Hague Blue is a deep, near-navy with real intensity, and the secret to making it sing is warmth. It's a drench colour through and through — walls, woodwork and ceiling in one shade for the full effect. That's where it looks most luxurious, like a proper library or a moody snug.
For the partners, lean into warm metallics. Brass and gilt sing against it — picture frames, lamps, door furniture — and that's not optional, it genuinely lifts the whole scheme. Cool marble cools it elegantly too, so a marble fireplace or worktop works a treat.
For paint pairings, here's where I'd point you:
- Paint & Paper Library Sand I (LRV 95.4) — a soft warm cream that keeps things light without the harshness of brilliant white. This is your ceiling-and-trim move if you're not drenching.
- Dulux Copper Glow (LRV 30.1) — a warm terracotta-copper that picks up the brass tones beautifully on an accent wall or in soft furnishings.
- Mylands Cigar BH.20 (LRV 11.8) — a deep tobacco brown for a richer, more enveloping scheme. Pair it with Hague Blue and you've got proper old-club gravitas.
- Farrow & Ball All White (LRV 92) — if you must have white, this is the one. It's a clean, simple white with no underlying tint, so it won't fight the blue.
The big mistake people make is bright, cold white trim. Against something this deep, it chops the room into hard panels and kills the drama. If you want contrast, go warm cream rather than stark white, or just paint the woodwork Hague Blue too.
Practical tip: Hague Blue eats light, so it's far happier in a north-facing snug, dining room or study than a room you want feeling bright and airy. Test a big board on the wall and live with it through the evening — under warm lamplight with brass nearby is when it earns its keep.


◆ PROMPT ◆
Scan the records for the string "image"; copy each line where it occurs.

### RECORDS PROVIDED ###

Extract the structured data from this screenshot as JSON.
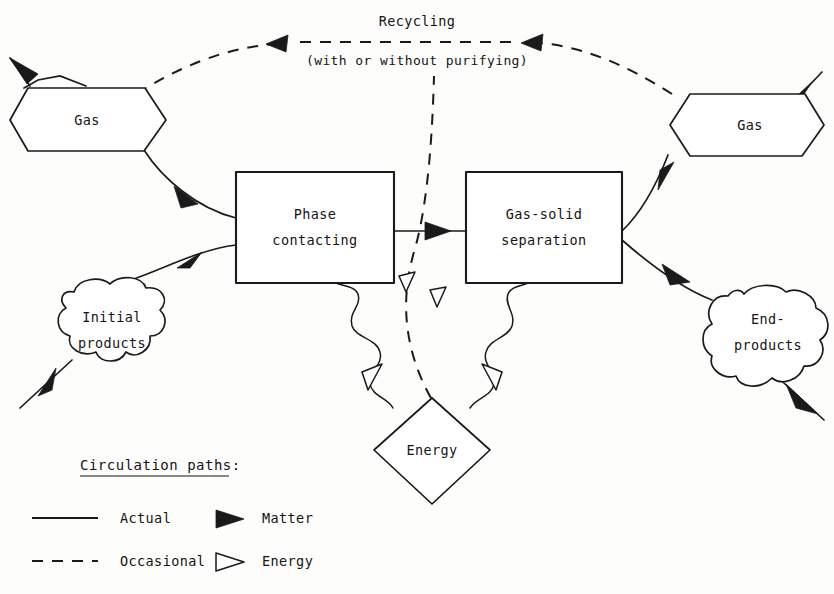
{
  "diagram": {
    "nodes": {
      "gas_left": {
        "label": "Gas",
        "shape": "hexagon"
      },
      "gas_right": {
        "label": "Gas",
        "shape": "hexagon"
      },
      "phase_contacting": {
        "label_line1": "Phase",
        "label_line2": "contacting",
        "shape": "rectangle"
      },
      "gas_solid_separation": {
        "label_line1": "Gas-solid",
        "label_line2": "separation",
        "shape": "rectangle"
      },
      "initial_products": {
        "label_line1": "Initial",
        "label_line2": "products",
        "shape": "cloud"
      },
      "end_products": {
        "label_line1": "End-",
        "label_line2": "products",
        "shape": "cloud"
      },
      "energy": {
        "label": "Energy",
        "shape": "diamond"
      }
    },
    "annotations": {
      "recycling_line1": "Recycling",
      "recycling_line2": "(with or without purifying)"
    },
    "legend": {
      "title": "Circulation paths:",
      "entries": [
        {
          "sample": "solid-line",
          "label": "Actual"
        },
        {
          "sample": "dashed-line",
          "label": "Occasional"
        },
        {
          "sample": "filled-arrowhead",
          "label": "Matter"
        },
        {
          "sample": "hollow-arrowhead",
          "label": "Energy"
        }
      ]
    },
    "colors": {
      "ink": "#1a1a1a",
      "paper": "#fdfdfb"
    }
  }
}
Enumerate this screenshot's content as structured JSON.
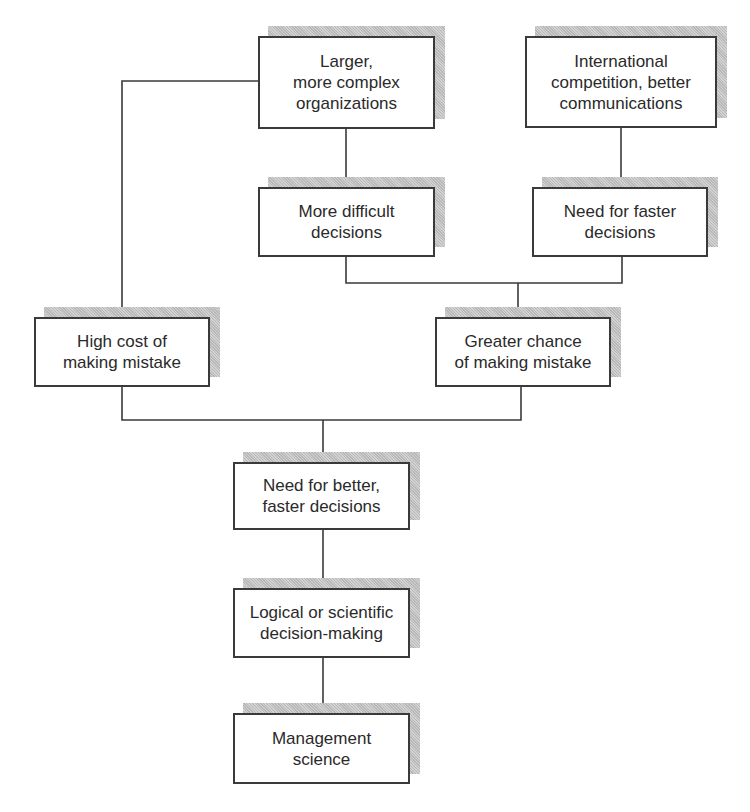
{
  "diagram": {
    "nodes": [
      {
        "id": "larger-orgs",
        "text": "Larger,\nmore complex\norganizations"
      },
      {
        "id": "intl-competition",
        "text": "International\ncompetition, better\ncommunications"
      },
      {
        "id": "more-difficult",
        "text": "More difficult\ndecisions"
      },
      {
        "id": "need-faster",
        "text": "Need for faster\ndecisions"
      },
      {
        "id": "high-cost",
        "text": "High cost of\nmaking mistake"
      },
      {
        "id": "greater-chance",
        "text": "Greater chance\nof making mistake"
      },
      {
        "id": "need-better-faster",
        "text": "Need for better,\nfaster decisions"
      },
      {
        "id": "logical-scientific",
        "text": "Logical or scientific\ndecision-making"
      },
      {
        "id": "management-science",
        "text": "Management\nscience"
      }
    ],
    "edges": [
      {
        "from": "larger-orgs",
        "to": "more-difficult"
      },
      {
        "from": "larger-orgs",
        "to": "high-cost"
      },
      {
        "from": "intl-competition",
        "to": "need-faster"
      },
      {
        "from": "more-difficult",
        "to": "greater-chance"
      },
      {
        "from": "need-faster",
        "to": "greater-chance"
      },
      {
        "from": "high-cost",
        "to": "need-better-faster"
      },
      {
        "from": "greater-chance",
        "to": "need-better-faster"
      },
      {
        "from": "need-better-faster",
        "to": "logical-scientific"
      },
      {
        "from": "logical-scientific",
        "to": "management-science"
      }
    ],
    "colors": {
      "line": "#3a3a3a",
      "shadow": "#c4c4c4",
      "box_fill": "#ffffff"
    }
  }
}
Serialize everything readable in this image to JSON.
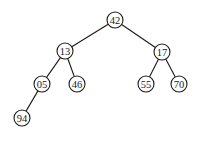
{
  "diagram": {
    "type": "binary-tree",
    "nodes": [
      {
        "id": "n42",
        "label": "42",
        "x": 115,
        "y": 20
      },
      {
        "id": "n13",
        "label": "13",
        "x": 65,
        "y": 51
      },
      {
        "id": "n17",
        "label": "17",
        "x": 162,
        "y": 52
      },
      {
        "id": "n05",
        "label": "05",
        "x": 42,
        "y": 84
      },
      {
        "id": "n46",
        "label": "46",
        "x": 77,
        "y": 84
      },
      {
        "id": "n55",
        "label": "55",
        "x": 146,
        "y": 84
      },
      {
        "id": "n70",
        "label": "70",
        "x": 179,
        "y": 84
      },
      {
        "id": "n94",
        "label": "94",
        "x": 22,
        "y": 118
      }
    ],
    "edges": [
      {
        "from": "n42",
        "to": "n13"
      },
      {
        "from": "n42",
        "to": "n17"
      },
      {
        "from": "n13",
        "to": "n05"
      },
      {
        "from": "n13",
        "to": "n46"
      },
      {
        "from": "n17",
        "to": "n55"
      },
      {
        "from": "n17",
        "to": "n70"
      },
      {
        "from": "n05",
        "to": "n94"
      }
    ],
    "node_radius": 8
  }
}
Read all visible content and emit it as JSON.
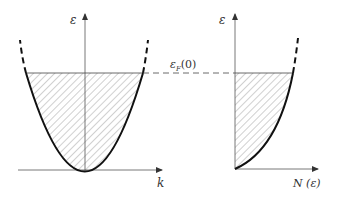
{
  "diagram": {
    "left_panel": {
      "y_axis_label": "ε",
      "x_axis_label": "k",
      "description": "Parabolic dispersion ε(k) with occupied states hatched up to the Fermi level"
    },
    "right_panel": {
      "y_axis_label": "ε",
      "x_axis_label": "N (ε)",
      "description": "Density of states N(ε) filled (hatched) up to the Fermi energy"
    },
    "fermi_level_label": "ε",
    "fermi_level_subscript": "F",
    "fermi_level_arg": "(0)",
    "colors": {
      "curve": "#111111",
      "axis": "#555555",
      "hatch": "#888888",
      "background": "#ffffff"
    }
  }
}
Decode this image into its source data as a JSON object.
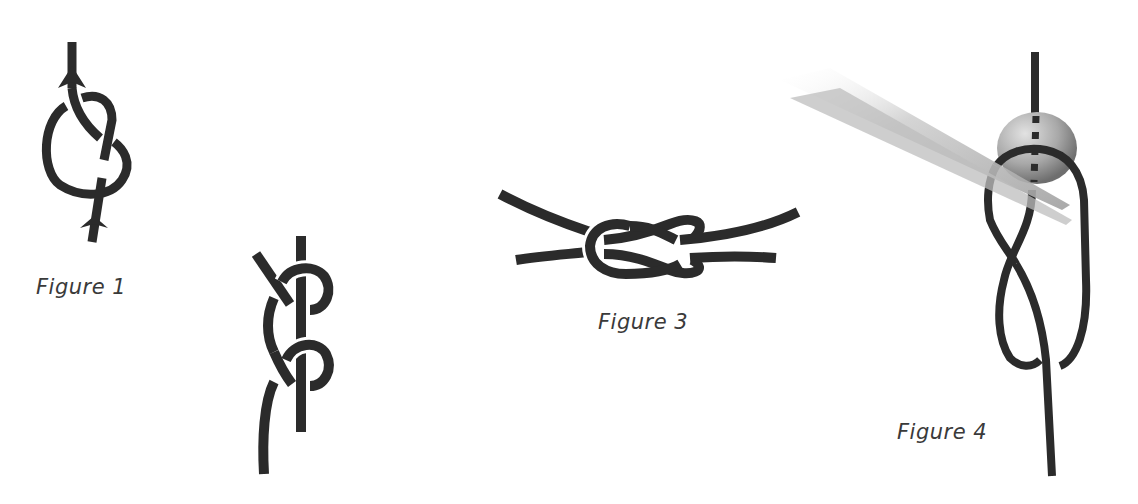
{
  "figures": [
    {
      "id": "figure-1",
      "label": "Figure 1",
      "description": "figure-eight knot with direction arrows"
    },
    {
      "id": "figure-2",
      "label": "",
      "description": "double overhand knot around vertical cord"
    },
    {
      "id": "figure-3",
      "label": "Figure 3",
      "description": "reef (square) knot joining two cords"
    },
    {
      "id": "figure-4",
      "label": "Figure 4",
      "description": "cord threaded through bead with tweezers"
    }
  ],
  "colors": {
    "background": "#ffffff",
    "rope": "#2b2b2b",
    "label": "#3a3a3a",
    "bead_light": "#d8d8d8",
    "bead_dark": "#7a7a7a",
    "tweezer": "#c8c8c8"
  }
}
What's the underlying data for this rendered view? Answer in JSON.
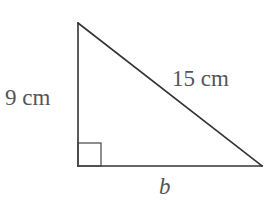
{
  "diagram": {
    "type": "right-triangle",
    "vertices": {
      "top": [
        78,
        23
      ],
      "right_angle": [
        78,
        166
      ],
      "right": [
        262,
        166
      ]
    },
    "right_angle_marker": {
      "x": 78,
      "y": 143,
      "size": 23
    },
    "labels": {
      "vertical_leg": "9 cm",
      "hypotenuse": "15 cm",
      "base": "b"
    },
    "colors": {
      "line": "#333333",
      "text": "#555555",
      "background": "#ffffff"
    }
  }
}
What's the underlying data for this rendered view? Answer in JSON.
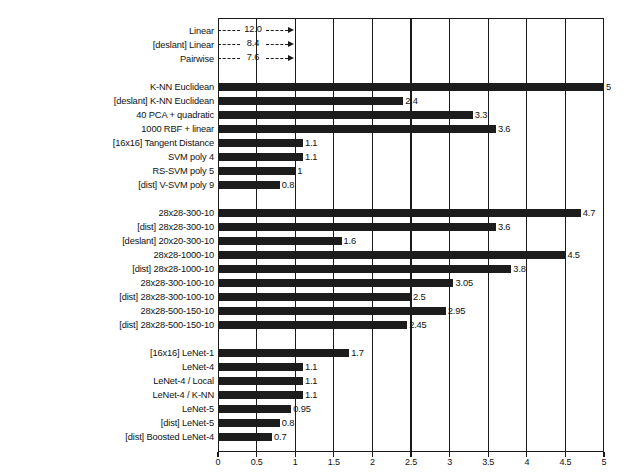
{
  "chart_data": {
    "type": "bar",
    "orientation": "horizontal",
    "title": "",
    "xlabel": "",
    "ylabel": "",
    "xlim": [
      0,
      5
    ],
    "grid": true,
    "legend": "none",
    "xticks": [
      "0",
      "0.5",
      "1",
      "1.5",
      "2",
      "2.5",
      "3",
      "3.5",
      "4",
      "4.5",
      "5"
    ],
    "xtick_values": [
      0,
      0.5,
      1,
      1.5,
      2,
      2.5,
      3,
      3.5,
      4,
      4.5,
      5
    ],
    "groups": [
      {
        "name": "linear-classifiers",
        "rows": [
          {
            "label": "Linear",
            "value": 12.0,
            "value_label": "12.0",
            "offscale": true
          },
          {
            "label": "[deslant] Linear",
            "value": 8.4,
            "value_label": "8.4",
            "offscale": true
          },
          {
            "label": "Pairwise",
            "value": 7.6,
            "value_label": "7.6",
            "offscale": true
          }
        ]
      },
      {
        "name": "knn-svm-kernel",
        "rows": [
          {
            "label": "K-NN Euclidean",
            "value": 5.0,
            "value_label": "5",
            "offscale": false
          },
          {
            "label": "[deslant] K-NN Euclidean",
            "value": 2.4,
            "value_label": "2.4",
            "offscale": false
          },
          {
            "label": "40 PCA + quadratic",
            "value": 3.3,
            "value_label": "3.3",
            "offscale": false
          },
          {
            "label": "1000 RBF + linear",
            "value": 3.6,
            "value_label": "3.6",
            "offscale": false
          },
          {
            "label": "[16x16] Tangent Distance",
            "value": 1.1,
            "value_label": "1.1",
            "offscale": false
          },
          {
            "label": "SVM poly 4",
            "value": 1.1,
            "value_label": "1.1",
            "offscale": false
          },
          {
            "label": "RS-SVM poly 5",
            "value": 1.0,
            "value_label": "1",
            "offscale": false
          },
          {
            "label": "[dist] V-SVM poly 9",
            "value": 0.8,
            "value_label": "0.8",
            "offscale": false
          }
        ]
      },
      {
        "name": "fully-connected-nets",
        "rows": [
          {
            "label": "28x28-300-10",
            "value": 4.7,
            "value_label": "4.7",
            "offscale": false
          },
          {
            "label": "[dist] 28x28-300-10",
            "value": 3.6,
            "value_label": "3.6",
            "offscale": false
          },
          {
            "label": "[deslant] 20x20-300-10",
            "value": 1.6,
            "value_label": "1.6",
            "offscale": false
          },
          {
            "label": "28x28-1000-10",
            "value": 4.5,
            "value_label": "4.5",
            "offscale": false
          },
          {
            "label": "[dist] 28x28-1000-10",
            "value": 3.8,
            "value_label": "3.8",
            "offscale": false
          },
          {
            "label": "28x28-300-100-10",
            "value": 3.05,
            "value_label": "3.05",
            "offscale": false
          },
          {
            "label": "[dist] 28x28-300-100-10",
            "value": 2.5,
            "value_label": "2.5",
            "offscale": false
          },
          {
            "label": "28x28-500-150-10",
            "value": 2.95,
            "value_label": "2.95",
            "offscale": false
          },
          {
            "label": "[dist] 28x28-500-150-10",
            "value": 2.45,
            "value_label": "2.45",
            "offscale": false
          }
        ]
      },
      {
        "name": "convolutional-nets",
        "rows": [
          {
            "label": "[16x16] LeNet-1",
            "value": 1.7,
            "value_label": "1.7",
            "offscale": false
          },
          {
            "label": "LeNet-4",
            "value": 1.1,
            "value_label": "1.1",
            "offscale": false
          },
          {
            "label": "LeNet-4 / Local",
            "value": 1.1,
            "value_label": "1.1",
            "offscale": false
          },
          {
            "label": "LeNet-4 / K-NN",
            "value": 1.1,
            "value_label": "1.1",
            "offscale": false
          },
          {
            "label": "LeNet-5",
            "value": 0.95,
            "value_label": "0.95",
            "offscale": false
          },
          {
            "label": "[dist] LeNet-5",
            "value": 0.8,
            "value_label": "0.8",
            "offscale": false
          },
          {
            "label": "[dist] Boosted LeNet-4",
            "value": 0.7,
            "value_label": "0.7",
            "offscale": false
          }
        ]
      }
    ],
    "colors": {
      "bar": "#1c1c1c",
      "axis": "#1a1a1a",
      "background": "#ffffff",
      "text": "#111111"
    }
  }
}
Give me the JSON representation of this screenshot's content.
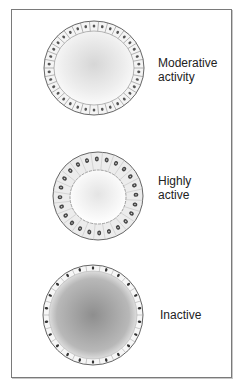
{
  "diagram": {
    "follicles": [
      {
        "id": "moderate",
        "label_lines": [
          "Moderative",
          "activity"
        ],
        "cx": 94,
        "cy": 68,
        "rx": 50,
        "ry": 47,
        "cell_count": 34,
        "epithelium": "cuboidal",
        "colloid": "#d8d8d8"
      },
      {
        "id": "high",
        "label_lines": [
          "Highly",
          "active"
        ],
        "cx": 98,
        "cy": 196,
        "rx": 45,
        "ry": 44,
        "cell_count": 24,
        "epithelium": "columnar",
        "colloid": "#ececec"
      },
      {
        "id": "inactive",
        "label_lines": [
          "Inactive"
        ],
        "cx": 93,
        "cy": 315,
        "rx": 50,
        "ry": 50,
        "cell_count": 22,
        "epithelium": "flattened",
        "colloid": "#9a9a9a"
      }
    ],
    "labels": {
      "moderate_1": "Moderative",
      "moderate_2": "activity",
      "high_1": "Highly",
      "high_2": "active",
      "inactive": "Inactive"
    }
  }
}
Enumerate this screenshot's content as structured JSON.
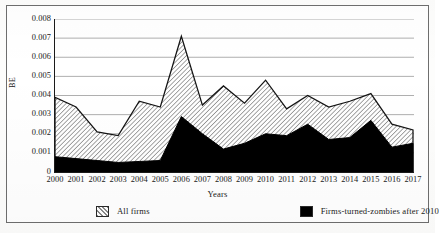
{
  "chart_data": {
    "type": "area",
    "title": "",
    "xlabel": "Years",
    "ylabel": "BE",
    "categories": [
      "2000",
      "2001",
      "2002",
      "2003",
      "2004",
      "2005",
      "2006",
      "2007",
      "2008",
      "2009",
      "2010",
      "2011",
      "2012",
      "2013",
      "2014",
      "2015",
      "2016",
      "2017"
    ],
    "ylim": [
      0,
      0.008
    ],
    "yticks": [
      "0",
      "0.001",
      "0.002",
      "0.003",
      "0.004",
      "0.005",
      "0.006",
      "0.007",
      "0.008"
    ],
    "ytick_values": [
      0,
      0.001,
      0.002,
      0.003,
      0.004,
      0.005,
      0.006,
      0.007,
      0.008
    ],
    "grid": true,
    "legend_position": "bottom",
    "series": [
      {
        "name": "All firms",
        "fill": "hatch-diagonal",
        "color": "#d8d8d8",
        "values": [
          0.0039,
          0.0034,
          0.0021,
          0.0019,
          0.0037,
          0.0034,
          0.0071,
          0.0035,
          0.0045,
          0.0036,
          0.0048,
          0.0033,
          0.004,
          0.0034,
          0.0037,
          0.0041,
          0.0025,
          0.0022
        ]
      },
      {
        "name": "Firms-turned-zombies after 2010",
        "fill": "solid",
        "color": "#000000",
        "values": [
          0.0008,
          0.0007,
          0.0006,
          0.0005,
          0.00055,
          0.0006,
          0.0029,
          0.002,
          0.0012,
          0.0015,
          0.002,
          0.0019,
          0.0025,
          0.0017,
          0.0018,
          0.0027,
          0.0013,
          0.0015
        ]
      }
    ]
  },
  "axes": {
    "y_title": "BE",
    "x_title": "Years"
  },
  "legend": {
    "items": [
      {
        "label": "All firms"
      },
      {
        "label": "Firms-turned-zombies after 2010"
      }
    ]
  }
}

###

◆ RESULT OF THE TASK ◆
Serialize everything readable in this image to JSON.
Decode this image into its source data as a JSON object.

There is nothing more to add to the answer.